Genuine Fraud(55)



“Some of them didn’t make it,” said Patti. “She would find them on the street and they had kitty bronchitis or some other plague. They would die a tiny sad death, and Immie would burst her heart every time. Then she went to Vassar and we were left with these guys.” Patti stroked a cat that was wandering under the dinner table. “Nothing but trouble, and proud of it.”

Like any Greenbriar “old girl,” Patti had stories of her school days. “We had to wear stockings or knee socks with our uniforms, year-round,” she said. “And come summer, we were so uncomfortable. In high school—this was in the late seventies—some of us went without underwear, just to stay cool. Knee socks with no underwear!” She patted Jule’s shoulder. “You and Immie were lucky the uniforms changed. Did you do music at Greenbriar? You sounded so passionate about Gershwin the other day.”

“A little.”

“Do you remember the winter concert?”

“Sure.”

“I can just see you and Imogen, standing together. You were the tiniest girls in the ninth grade. You all sang carols, and the Caraway girl had the solo. Do you remember?”

“Of course.”

“They lit the ballroom up for the holidays, with the tree in that one corner. They had a menorah, too, of course, but they didn’t really mean it,” said Patti. “Oh, damn. I’m going to get teary, thinking about Immie in that blue velvet dress. I bought her a holiday dress for that concert, royal blue with darts down the front.”
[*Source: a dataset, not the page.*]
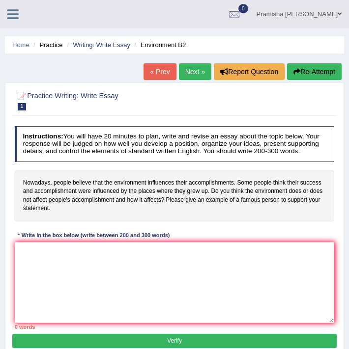 This screenshot has width=349, height=349. I want to click on h2: Practice Writing: Write Essay, so click(114, 100).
“Immie rescued me on my first day at Greenbriar,” said Jule. “Someone knocked into me in the cafeteria line, and spaghetti sauce splashed all over my shirt. There I stood, looking at all those glossy girls in clean clothes. Everyone knew each other from the lower school already.” The story flowed easily. Patti and Gil were good listeners. “How could I sit down at anyone’s table when I had sauce, like blood, all over me?”

“Oh, sweet potato.”

“Immie came striding over. She took my tray out of my hands. She introduced me to all her friends and pretended she couldn’t see the mess all over my shirt, so they pretended they couldn’t see it, either. And that was that,” said Jule. “She was one of my favorite people, but we never kept up after I moved away.”

Later, in the living room, Gil settled into the couch with his oxygen tubes in his nose. Patti brought out a thick photo album made of gilded paper. “You’ll let me show you pictures, won’t you?”
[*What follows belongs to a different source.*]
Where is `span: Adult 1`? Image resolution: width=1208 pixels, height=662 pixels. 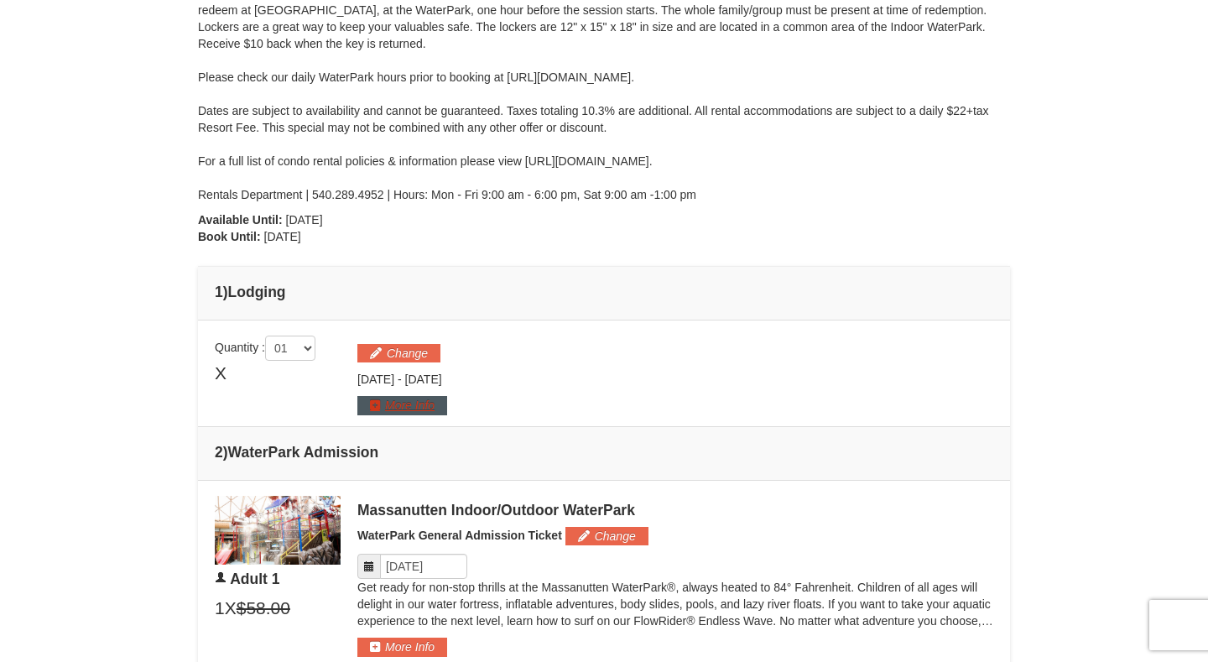 span: Adult 1 is located at coordinates (254, 579).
They looked through old photographs. Jule found Imogen exceptionally pretty—short and a little impish. She had light hair and fat dimpled cheeks that later became high cheekbones. In many of the pictures she was displayed in front of some attractive destination. “We went to Paris,” Patti said, or “We visited a farm,” or “That’s the oldest carousel in America.” Immie wore twirly skirts and stripy leggings. Her hair was long in most pictures, and a little wild. In later pictures, she had braces on her teeth.

“She never had any adopted friends after you left Greenbriar,” said Patti. “I always felt we failed her that way.” Patti leaned forward. “Did you have that? A community of families like yours?”
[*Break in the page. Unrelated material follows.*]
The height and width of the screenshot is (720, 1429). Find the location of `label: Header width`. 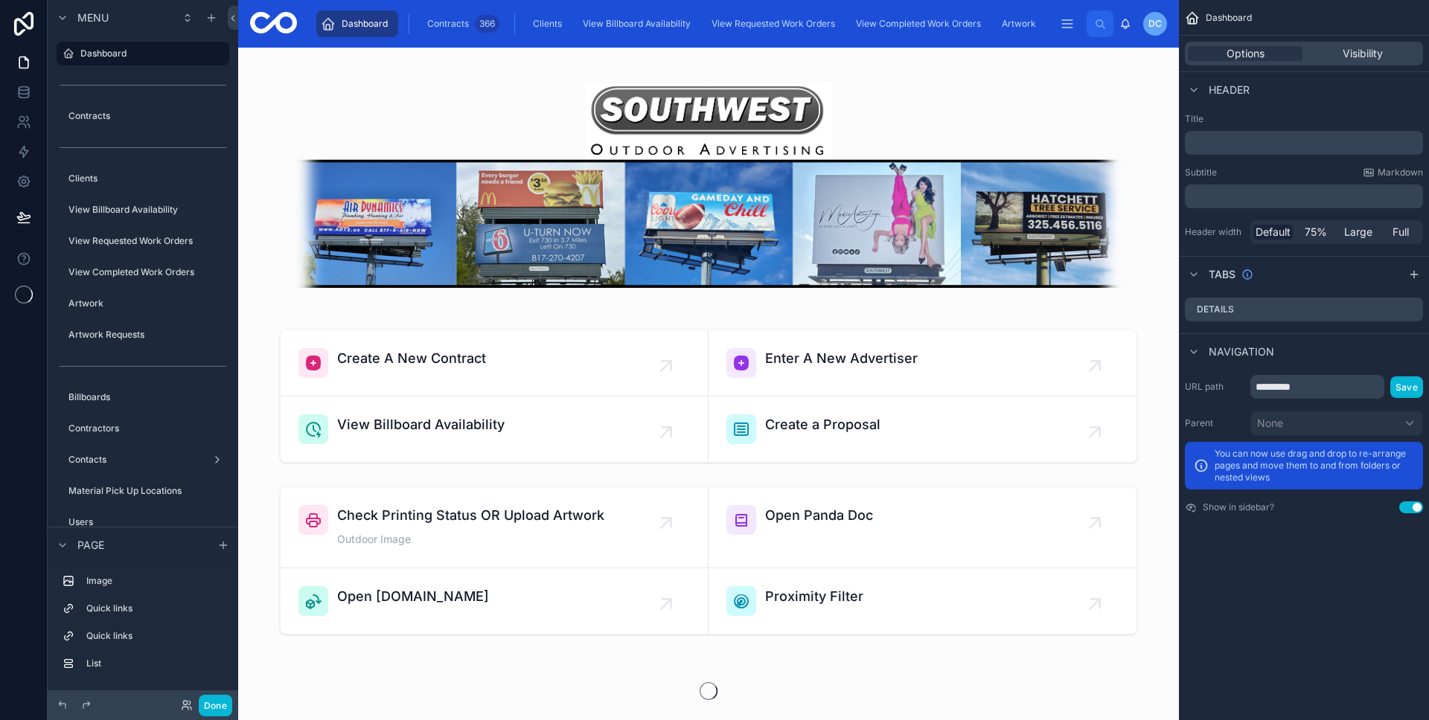

label: Header width is located at coordinates (1215, 232).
Jule took a deep breath. “I didn’t have that.”

“Do you feel your parents failed you?” asked Patti.

“Yes,” said Jule. “My parents did fail me.”

“I think so often that I should have raised Immie differently. Done more. Talked more about the difficult things.” Patti rambled on, but Jule didn’t hear her.

Julietta’s parents had died when she was eight. Her mother passed away from a long and gruesome illness. Shortly afterward, her father bled himself out, naked in a bathtub.

Julietta had been raised by another person, that aunt, in a home that was not a home.

No. She would not think about it anymore. She was erasing it now.

She was writing a new story for herself, an origin story. In this version, the living room was trashed. In the dark of night. Yes, that was it. The story wasn’t finished yet, but she ran it through as well as she could. She saw her parents in the circle of light created by the streetlamp, dead in the grass with the blood pooling black beneath them.

“We need to get to the point,” said Gil, wheezing. “The girl doesn’t have all night.”

Patti nodded. “What I haven’t told you, and why we asked you here, is that Imogen dropped out of Vassar after first term.”

“We think she got in with party people,” said Gil. “She didn’t work up to her potential in her classes.”

“Well, she never did love school,” said Patti. “Not the way you obviously love Stanford, Jule. Anyway, she left Vassar without even telling us, and it was a month before she even got in touch. We were so worried.”

“You were so worried,” said Gil. He leaned forward. “I was just angry. Imogen is irresponsible. She loses her phone or forgets to turn it on. She’s not good with calling, texting, any of that.”

“It turns out she went to Martha’s Vineyard,” said Patti. “We used to go there all the time as a family, and she ran away there, apparently. She told us she rented a place, but she didn’t give us an address, or even a town.”

“Why don’t you go see her?” asked Jule.